That argument about Ruth not facing black pitchers is annoying to me. How many black pitchers would the Babe have faced? What if the supremely talented black pitchers like Satchel Page were in the NL? How often would the Babe have faced them? Never? In the World Series once in a while? Once a year? How much of an impact would that have made on his career? None.
If you want to make the point that talent pool for baseball is a lot broader now than in Babe's time, I have no argument. How many Caribbean pitchers did Babe face? How many Asians? That is a valid point. But bear this is mind: when Ruth played, baseball was really the only professional sport. How many potential quality pitchers are NFL players, particularly QB? There are so many more options now for elite athletes than there were back in the 1920s. The talent pool is broader and deeper but also much more diluted.
Also, consider this: there were only 16 MLB teams then. And each team used only 4 starters. That's 64 starters in all of MLB. Now there are 150. How many quality starters do most teams have? Two? Three?Heck, the Yankees are using a guy who's 45 years old and he's still one of the best starters in baseball.

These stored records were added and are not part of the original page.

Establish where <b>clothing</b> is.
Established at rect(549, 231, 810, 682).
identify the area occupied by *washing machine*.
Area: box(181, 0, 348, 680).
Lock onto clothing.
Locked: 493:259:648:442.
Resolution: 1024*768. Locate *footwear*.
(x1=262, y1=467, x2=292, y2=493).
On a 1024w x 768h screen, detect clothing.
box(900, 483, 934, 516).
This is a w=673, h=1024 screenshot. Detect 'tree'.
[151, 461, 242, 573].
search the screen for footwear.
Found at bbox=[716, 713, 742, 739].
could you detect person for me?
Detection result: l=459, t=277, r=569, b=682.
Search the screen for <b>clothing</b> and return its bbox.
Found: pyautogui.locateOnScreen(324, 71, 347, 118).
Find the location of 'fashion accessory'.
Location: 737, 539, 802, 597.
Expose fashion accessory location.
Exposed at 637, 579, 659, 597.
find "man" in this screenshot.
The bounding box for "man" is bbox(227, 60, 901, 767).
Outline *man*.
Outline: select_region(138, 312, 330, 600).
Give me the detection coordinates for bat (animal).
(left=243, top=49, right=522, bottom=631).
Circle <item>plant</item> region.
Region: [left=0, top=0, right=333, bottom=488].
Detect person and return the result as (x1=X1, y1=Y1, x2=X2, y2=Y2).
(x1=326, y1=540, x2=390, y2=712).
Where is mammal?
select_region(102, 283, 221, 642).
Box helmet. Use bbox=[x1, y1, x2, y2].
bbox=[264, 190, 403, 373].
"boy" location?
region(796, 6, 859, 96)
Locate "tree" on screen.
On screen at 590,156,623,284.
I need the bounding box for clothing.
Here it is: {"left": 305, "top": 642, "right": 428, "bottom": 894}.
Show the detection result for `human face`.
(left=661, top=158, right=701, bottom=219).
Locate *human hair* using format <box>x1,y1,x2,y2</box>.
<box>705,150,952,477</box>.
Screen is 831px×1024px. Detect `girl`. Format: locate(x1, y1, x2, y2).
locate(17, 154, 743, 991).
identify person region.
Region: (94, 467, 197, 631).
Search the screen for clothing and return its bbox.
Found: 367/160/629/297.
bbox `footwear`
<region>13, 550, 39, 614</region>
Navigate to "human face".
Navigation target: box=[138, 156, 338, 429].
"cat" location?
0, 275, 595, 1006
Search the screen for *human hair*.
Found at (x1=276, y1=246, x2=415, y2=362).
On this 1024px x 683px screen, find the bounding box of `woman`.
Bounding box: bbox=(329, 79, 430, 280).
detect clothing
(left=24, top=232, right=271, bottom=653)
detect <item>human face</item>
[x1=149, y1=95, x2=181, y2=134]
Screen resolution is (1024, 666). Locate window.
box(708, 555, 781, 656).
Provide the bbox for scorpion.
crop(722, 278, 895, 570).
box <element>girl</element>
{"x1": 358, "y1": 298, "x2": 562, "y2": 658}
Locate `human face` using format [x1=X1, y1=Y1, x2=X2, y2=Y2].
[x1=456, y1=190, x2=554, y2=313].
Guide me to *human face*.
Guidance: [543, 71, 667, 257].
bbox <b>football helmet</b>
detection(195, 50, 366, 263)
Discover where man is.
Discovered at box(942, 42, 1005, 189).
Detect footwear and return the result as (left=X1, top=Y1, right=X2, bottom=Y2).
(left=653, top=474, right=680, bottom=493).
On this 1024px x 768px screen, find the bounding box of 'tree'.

The point that Ruth and Gehrig and all of the old guys didn't face the best quality competition because individuals of African descent were not allowed to play in MLB is lame. I wish that it would just go away. For every time that Ruth didn't face Satchel Page, Barry Bonds and his ilk get to face Joe Kennedy and Steve Trachsel and a whole bushel basket of other guys who would not have gotten a sniff of the bigs in the 1930s.